To get to this unvarnished truth, we first have to understand how people in Jesus’ time would have heard the word “peace.” One version of the word was a simple greeting: “Shalom.” Another use was for the cessation of upheaval: “Peace, be still.” But a third use was more sinister – peace as propaganda. You’ve heard of the “Pax Romana,” the “Peace of Rome.” This was the glorious gift of Rome to the peoples fortunate enough to come under the Roman banner and Roman “protection.” Well, that’s how the Romans would have sold it. The Pax Romana really spread by the edge of the sword, and conquered peoples lived in fear and distrust of their occupiers.

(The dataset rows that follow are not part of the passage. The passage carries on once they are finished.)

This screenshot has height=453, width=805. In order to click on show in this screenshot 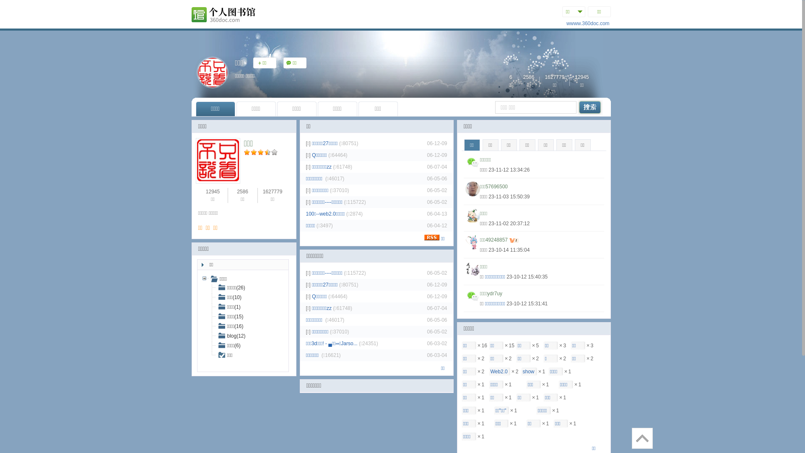, I will do `click(528, 371)`.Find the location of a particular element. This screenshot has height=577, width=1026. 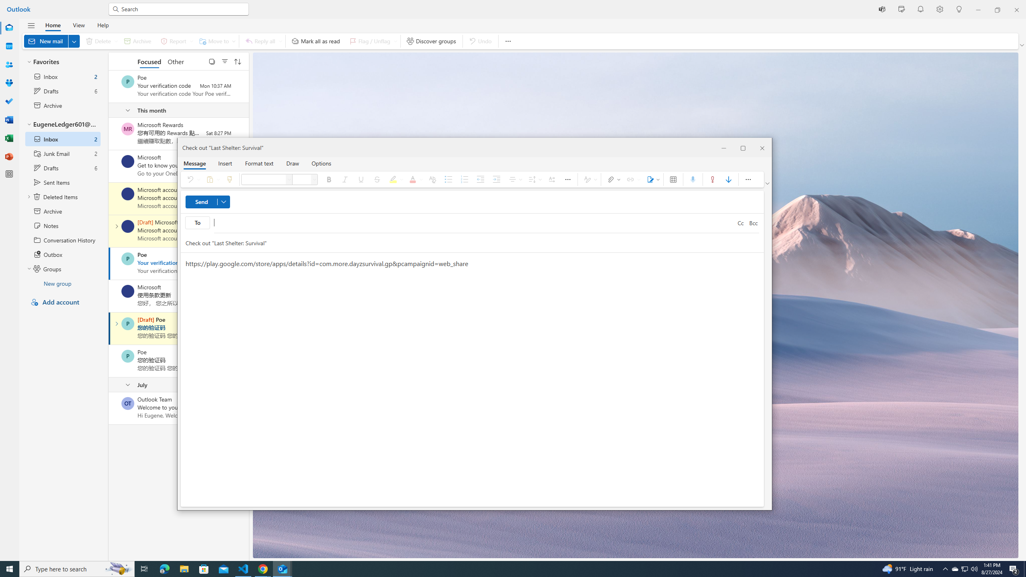

Styles is located at coordinates (589, 180).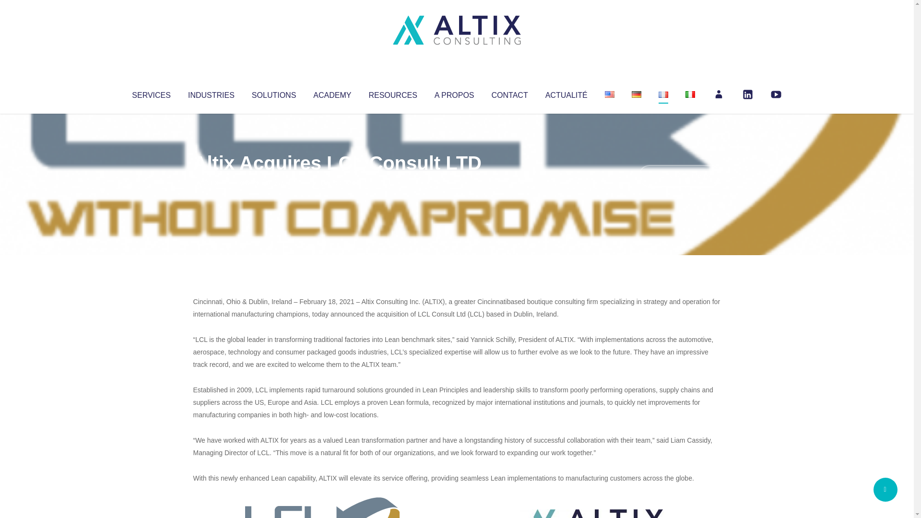 The image size is (921, 518). I want to click on SERVICES, so click(151, 93).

The smells of sweat and fried dough hung in the air, mixing with the burned oil of the tractor pull. He was sitting with hands clasped, wearing a plaid shirt with the sleeves rolled up and a challenge on his deeply lined, leathery face. She was standing, looking all the world like a Grant Wood painting, and thrusting matchbook-sized pamphlets into the hands of passersby. I walked by out of reach, but I couldn’t help looking at the booth, one of many at the county fair. “How sure are you of going to heaven? Are you 50% 75% 100% sure?” read the banner. My friend wondered aloud about how one arrives at a 75% surety of heaven. I chuckled, but I was unable to keep walking by the booth. On the table, a wooden contraption with three small doors read: “Do you know the three things God CANNOT do?”





Because of this difficulty, I’d like to invite you to imagine with me a reality that we don’t often think about. When God created animals, God gave us all sorts of biological systems that allow us to live. The respiratory system lets us breath, the circulatory system cycles our blood through our bodies, the digestive system turns food into nutrients. There’s the nervous system, the endocrine system, the lymphatic system and so on. But we were made in God’s image and likeness, which means we have one more system that other animals don’t have. We have a spiritual one to go along with all our biological ones. We have a faith system.
Jesus made this promise, and if there’s one thing I can believe in, one thing I can rest my weight on, it’s that Jesus never breaks a promise. The Spirit of truth, the Holy Spirit, has been and will be active in the lives of God’s people forever. But the trouble for us followers of Jesus comes, rather paradoxically, in the very constancy of the Holy Spirit’s presence. We humans are so much better at noticing the things that change. The constant things tend to fade into the background of our lives.